Publication Date
8-2022
Date of Final Oral Examination (Defense)
4-14-2022
Type of Culminating Activity
Thesis
Degree Title
Master of Arts in Education, Curriculum and Instruction
Department
Curriculum, Instruction, and Foundational Studies
Supervisory Committee Chair
Sara Hagenah, Ph.D.
Supervisory Committee Member
David Gabbard, Ph.D.
Supervisory Committee Member
Phil Kelley, Ph.D.
Abstract
The aim of this thesis is to explore what potential that the concept of 'inoperativity' has in the philosophy and theory of education. I will discuss the method of critique used which aims to think through the problems in existing theory rather than discard good thinking when problems are found. The strengths and weaknesses of deschooling and democratic approaches will be at the center of this critique. As a response to the weaknesses of both, the philosophy of Emmanuel Levinas, focusing on the way that interiority and enjoyment are essential concepts for the philosophy of education, as well as Giorgio Agamben, the philosopher of form-of-life, will be analyzed, demonstrating that we might find something vitally important in an inoperative understanding of concepts like study and and school.
DOI
https://doi.org/10.18122/td.2001.boisestate
Recommended Citation
Weeks, Bryan K., "Study as Form-of-Life: Meditations on Schooling, Enjoyment, and the Inoperative Life" (2022). Boise State University Theses and Dissertations. 2001.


If a line includes "component", copy it out of the entries.

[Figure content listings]
☆ ☆ ☆ ☆ ☆ ☆ ☆

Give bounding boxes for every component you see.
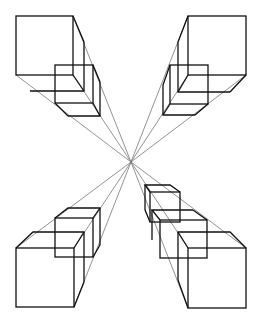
guide-lines (16, 16, 246, 308)
cube-group-top-left (16, 16, 100, 116)
cube-group-top-right (163, 16, 246, 115)
cube-group-bottom-left (16, 208, 100, 307)
cube-group-bottom-right (145, 185, 246, 308)
perspective-diagram (0, 0, 260, 326)
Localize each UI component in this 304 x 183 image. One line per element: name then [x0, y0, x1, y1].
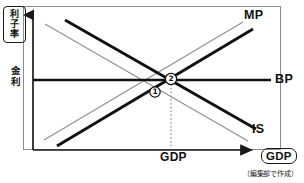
- figure-frame: [24, 7, 281, 150]
- is-mp-bp-diagram: 利 子 率 金 利 MP BP IS 1 2 GDP GDP （編集部で作成）: [0, 0, 304, 183]
- is-shift-curve: [45, 24, 248, 141]
- bp-curve-label: BP: [275, 72, 293, 86]
- kinri-char-1: 金: [11, 66, 21, 77]
- mp-curve-label: MP: [244, 8, 264, 22]
- is-curve-label: IS: [252, 122, 265, 136]
- x-axis-tick-label: GDP: [160, 150, 187, 164]
- y-axis-title-boxed: 利 子 率: [3, 6, 26, 43]
- point-1-label: 1: [150, 87, 160, 97]
- x-axis-title-boxed: GDP: [261, 148, 297, 164]
- y-axis-label-kinri: 金 利: [11, 66, 21, 87]
- point-2-label: 2: [166, 74, 176, 84]
- is-curve: [65, 20, 256, 129]
- y-axis-title-char-2: 子: [5, 19, 24, 29]
- y-axis-title-char-3: 率: [5, 29, 24, 39]
- y-axis-title-char-1: 利: [5, 9, 24, 19]
- figure-credit: （編集部で作成）: [243, 168, 297, 178]
- kinri-char-2: 利: [11, 77, 21, 88]
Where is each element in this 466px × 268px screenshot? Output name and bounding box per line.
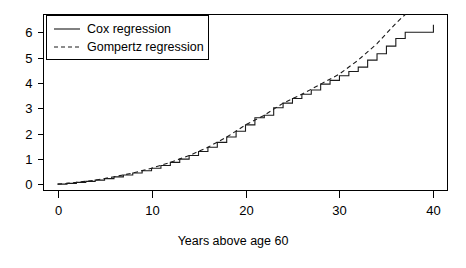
y-tick-label: 5: [25, 51, 32, 66]
y-tick-label: 1: [25, 152, 32, 167]
y-tick-label: 4: [25, 76, 32, 91]
cumulative-hazard-chart: 0123456 010203040 Cox regression Gompert…: [0, 0, 466, 268]
chart-legend: Cox regression Gompertz regression: [47, 16, 209, 60]
x-tick-label: 30: [332, 203, 346, 218]
y-tick-label: 3: [25, 101, 32, 116]
x-axis-title: Years above age 60: [178, 234, 289, 248]
legend-label-cox: Cox regression: [87, 22, 171, 36]
chart-container: 0123456 010203040 Cox regression Gompert…: [0, 0, 466, 268]
x-tick-label: 0: [55, 203, 62, 218]
y-tick-label: 2: [25, 127, 32, 142]
y-tick-label: 0: [25, 177, 32, 192]
y-tick-label: 6: [25, 25, 32, 40]
x-tick-label: 20: [239, 203, 253, 218]
x-tick-label: 10: [145, 203, 159, 218]
legend-label-gompertz: Gompertz regression: [87, 40, 204, 54]
x-tick-label: 40: [426, 203, 440, 218]
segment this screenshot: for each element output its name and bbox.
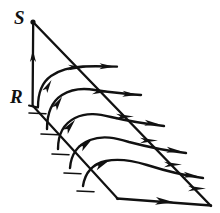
tick-mark-5 [77, 191, 94, 192]
streamlines-group [38, 63, 203, 186]
tick-mark-4 [64, 173, 81, 174]
tick-mark-3 [52, 154, 69, 155]
tick-mark-2 [41, 134, 58, 135]
streamline-1 [38, 63, 117, 107]
vertical-sr-line [33, 22, 34, 106]
streamline-5-arrowhead-a [94, 157, 111, 170]
upper-diagonal-edge [34, 23, 212, 207]
bottom-edge-group [117, 197, 211, 206]
label-s: S [14, 7, 25, 28]
tick-mark-1 [29, 113, 46, 114]
streamline-2 [47, 89, 141, 129]
streamline-1-path [38, 66, 117, 107]
diagram-canvas: S R [0, 0, 220, 213]
streamline-3 [58, 114, 164, 149]
vertical-sr-segment [29, 22, 38, 108]
labels-group: S R [9, 7, 25, 107]
streamline-1-arrowhead-a [42, 78, 54, 93]
label-r: R [9, 86, 23, 107]
figure-root: S R [0, 0, 220, 213]
streamline-3-path [58, 114, 164, 149]
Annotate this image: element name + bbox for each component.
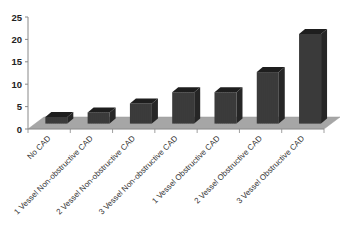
x-category-label: 2 Vessel Obstructive CAD (193, 134, 265, 206)
x-axis-labels: No CAD1 Vessel Non-obstructive CAD2 Vess… (12, 134, 306, 217)
bar (45, 112, 73, 124)
y-tick-label: 0 (17, 124, 22, 135)
x-category-label: 2 Vessel Non-obstructive CAD (55, 134, 138, 217)
x-category-label: 1 Vessel Obstructive CAD (150, 134, 222, 206)
y-axis: 0510152025 (11, 12, 28, 135)
bar (172, 87, 200, 123)
y-tick-label: 25 (11, 12, 22, 23)
x-category-label: 3 Vessel Non-obstructive CAD (97, 134, 180, 217)
bar (257, 67, 285, 124)
x-category-label: 3 Vessel Obstructive CAD (235, 134, 307, 206)
y-tick-label: 5 (17, 101, 23, 112)
y-tick-label: 10 (11, 79, 22, 90)
bars (45, 29, 327, 124)
x-category-label: No CAD (25, 134, 52, 161)
bar (214, 87, 242, 123)
bar-chart: 0510152025 No CAD1 Vessel Non-obstructiv… (0, 0, 351, 234)
y-tick-label: 20 (11, 34, 22, 45)
x-category-label: 1 Vessel Non-obstructive CAD (12, 134, 95, 217)
bar (299, 29, 327, 124)
bar (88, 107, 116, 123)
y-tick-label: 15 (11, 56, 22, 67)
bar (130, 98, 158, 123)
chart-canvas: 0510152025 No CAD1 Vessel Non-obstructiv… (0, 0, 351, 234)
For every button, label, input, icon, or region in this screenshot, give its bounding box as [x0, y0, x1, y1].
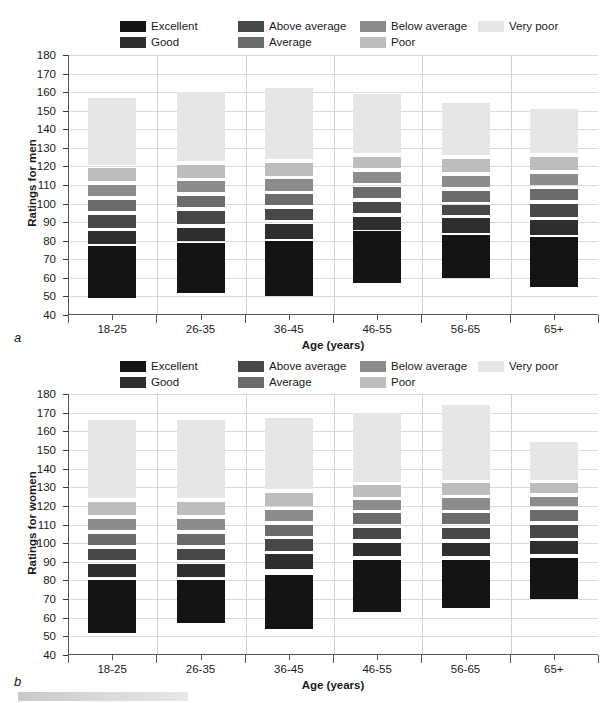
y-tick-mark — [63, 241, 68, 242]
y-tick-label: 150 — [20, 445, 56, 455]
bar-segment-average — [265, 525, 313, 536]
bar-segment-good — [177, 564, 225, 577]
bar-segment-average — [265, 194, 313, 205]
x-tick-mark — [289, 655, 290, 660]
x-gridline — [422, 55, 423, 314]
y-tick-label: 80 — [20, 575, 56, 585]
bar-segment-poor — [177, 502, 225, 515]
bar-segment-very-poor — [177, 420, 225, 498]
bar-segment-above-average — [177, 549, 225, 560]
y-tick-label: 50 — [20, 291, 56, 301]
bar-segment-poor — [530, 157, 578, 170]
bar-segment-poor — [530, 483, 578, 492]
bar-segment-good — [442, 218, 490, 233]
y-tick-label: 140 — [20, 464, 56, 474]
x-tick-mark — [466, 655, 467, 660]
x-boundary-tick-mark — [421, 315, 422, 323]
y-tick-mark — [63, 278, 68, 279]
x-boundary-tick-mark — [421, 655, 422, 663]
y-tick-mark — [63, 222, 68, 223]
x-gridline — [157, 394, 158, 654]
bar-group-46-55 — [353, 394, 401, 655]
bar-segment-average — [530, 510, 578, 521]
bar-group-36-45 — [265, 55, 313, 315]
y-tick-label: 70 — [20, 594, 56, 604]
y-tick-label: 130 — [20, 143, 56, 153]
y-tick-label: 160 — [20, 87, 56, 97]
y-tick-mark — [63, 636, 68, 637]
x-boundary-tick-mark — [333, 655, 334, 663]
x-tick-mark — [112, 315, 113, 320]
bar-group-18-25 — [88, 394, 136, 655]
bar-segment-above-average — [177, 211, 225, 224]
x-boundary-tick-mark — [598, 655, 599, 663]
x-tick-mark — [112, 655, 113, 660]
bar-segment-average — [353, 513, 401, 524]
bar-segment-below-average — [177, 181, 225, 192]
bar-segment-excellent — [88, 246, 136, 298]
bar-segment-good — [177, 228, 225, 241]
x-boundary-tick-mark — [156, 315, 157, 323]
y-tick-label: 160 — [20, 426, 56, 436]
y-tick-mark — [63, 129, 68, 130]
x-tick-mark — [377, 655, 378, 660]
bar-segment-below-average — [530, 174, 578, 185]
plot-area — [68, 394, 598, 655]
bar-segment-poor — [265, 493, 313, 506]
x-tick-label: 65+ — [514, 323, 594, 335]
bar-segment-poor — [265, 163, 313, 176]
bar-segment-excellent — [442, 235, 490, 278]
y-tick-mark — [63, 469, 68, 470]
y-tick-mark — [63, 296, 68, 297]
y-tick-label: 100 — [20, 199, 56, 209]
y-tick-mark — [63, 506, 68, 507]
bar-segment-below-average — [442, 176, 490, 187]
bar-segment-above-average — [530, 525, 578, 538]
x-tick-label: 36-45 — [249, 663, 329, 675]
bar-segment-excellent — [88, 580, 136, 632]
bar-group-56-65 — [442, 55, 490, 315]
y-tick-mark — [63, 148, 68, 149]
bar-group-26-35 — [177, 394, 225, 655]
x-boundary-tick-mark — [245, 655, 246, 663]
x-tick-mark — [201, 315, 202, 320]
x-tick-label: 46-55 — [337, 663, 417, 675]
y-tick-mark — [63, 55, 68, 56]
bar-segment-good — [88, 231, 136, 244]
y-tick-label: 110 — [20, 520, 56, 530]
x-gridline — [157, 55, 158, 314]
bar-segment-very-poor — [88, 420, 136, 498]
y-tick-mark — [63, 487, 68, 488]
bar-group-56-65 — [442, 394, 490, 655]
bar-segment-good — [530, 220, 578, 235]
x-gridline — [511, 394, 512, 654]
bar-segment-very-poor — [177, 92, 225, 161]
bar-segment-poor — [442, 483, 490, 494]
chart-panel-men: ExcellentGoodAbove averageAverageBelow a… — [0, 0, 610, 352]
plot-women: Ratings for women40506070809010011012013… — [0, 340, 610, 703]
y-tick-mark — [63, 111, 68, 112]
y-tick-mark — [63, 185, 68, 186]
y-tick-label: 130 — [20, 482, 56, 492]
y-tick-mark — [63, 166, 68, 167]
y-tick-label: 60 — [20, 613, 56, 623]
bar-group-65+ — [530, 55, 578, 315]
bar-group-26-35 — [177, 55, 225, 315]
x-gridline — [334, 55, 335, 314]
y-tick-mark — [63, 413, 68, 414]
y-tick-mark — [63, 74, 68, 75]
bar-segment-poor — [353, 485, 401, 496]
x-boundary-tick-mark — [510, 315, 511, 323]
bar-segment-above-average — [265, 209, 313, 220]
bar-segment-excellent — [177, 580, 225, 623]
x-boundary-tick-mark — [598, 315, 599, 323]
y-tick-mark — [63, 618, 68, 619]
x-tick-mark — [554, 655, 555, 660]
bar-segment-average — [88, 534, 136, 545]
y-tick-label: 140 — [20, 124, 56, 134]
x-tick-label: 26-35 — [161, 323, 241, 335]
y-tick-mark — [63, 543, 68, 544]
bar-segment-above-average — [442, 205, 490, 214]
x-tick-mark — [201, 655, 202, 660]
bar-segment-good — [265, 224, 313, 239]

☆ ☆ ☆ ☆ ☆ ☆ ☆

[OUTPUT BELOW]:
Give bounding boxes for every component you see.
Localize each UI component in this 304 x 183 image. One line per element: name then [x0, y0, x1, y1].
Annotate this image: element name + bbox for each component.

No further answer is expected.